Okay, next set. In this one I am aiming at a yellow mate glaze.
In the first set (the top 3 rows) I added dolomite. DP549 has 2% dolomite added, DP550 has 4% DP551 has 6%, DP552 has 8%, DP553 has 10%, DP554 has 15%, DP555 has 20%, DP556 has 25%, DP557 has 30%, DP558 has 40%. In the second batch of tests here I added 1% yellow iron oxide. In the third batch I added 10% zircopax and then finally 6% titanium dioxide.
Here are the tests individually. First set with just the dolomite additions.
Results from the test above: we can see that the reduction tests are bluer, the oxidation ones greener and the soda ones are a darker, more matte, green. In general with all of the tests as you add more dolomite they get lighter in color and a matter surface.
In the oxidation and reduction tests it takes 10/15% to matte out the glaze. In the soda they were all pretty matte, but certainly from 4% upwards. Progressively so! More flux necessary to balance this out. Although none of these were that exciting to me.

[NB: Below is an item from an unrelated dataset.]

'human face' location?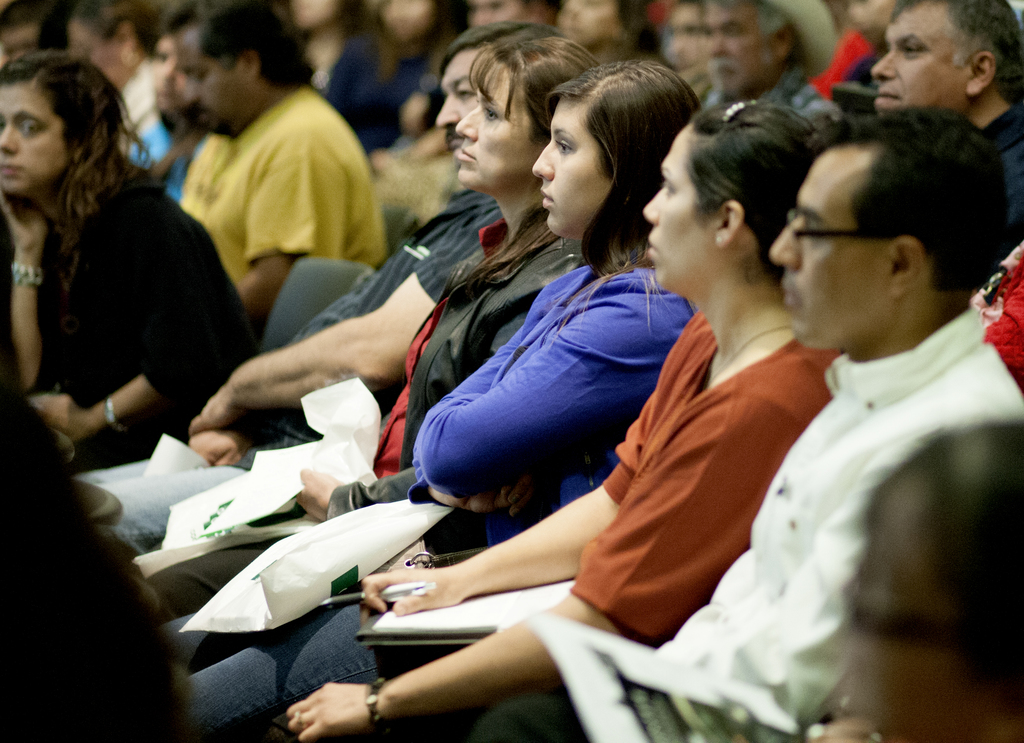
select_region(0, 84, 79, 196)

Results from the test above: these were similar to the DP549-558 above, just a shade darker, and a bit fluxier. This is what I would expect from a 1% iron addition. DP562-4 were pretty nice in reduction I think: compare to my wood ash tests.
Results from the picture above: the gas and oxidation ones were fairly mankey (english for gross) as were most of the soda ones… until DP577-8. DP578 is full on yellow! This is very exciting. I need to do more testing around this as it is fairly drippy here but definitely close to a finished glaze I reckon. I wonder what it would look like with different levels of iron. Maybe some tin to brighten it. Perhaps some silica or clay to stop it melting too much.

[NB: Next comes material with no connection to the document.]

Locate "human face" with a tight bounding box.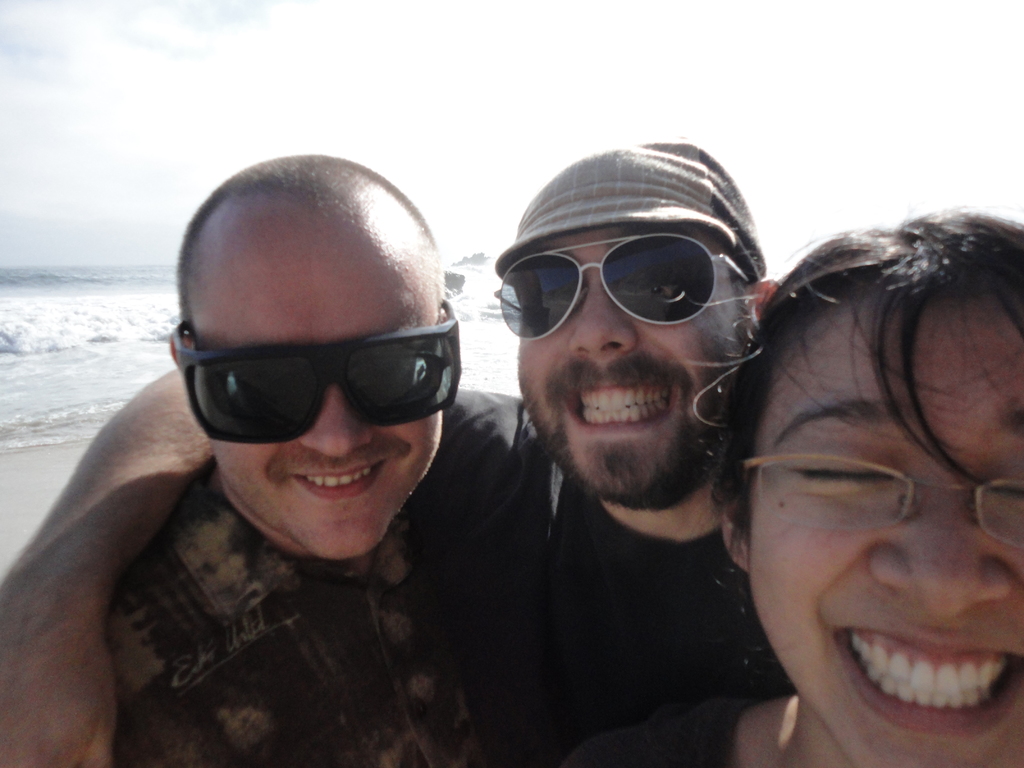
<bbox>750, 286, 1023, 767</bbox>.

Here’s that tile on its own…
Now I added 6% titanium dioxide to this whole set of tests.
Overall I’m not super into these. The titanium makes some crazy blue/purple hazy business happen. It also makes the glazes much more melty. The ones with 30/40% dolomite ran a whole lot in the soda. The yellow is still there but has a greener cast. The winner is still DP578 from this batch of tests I think.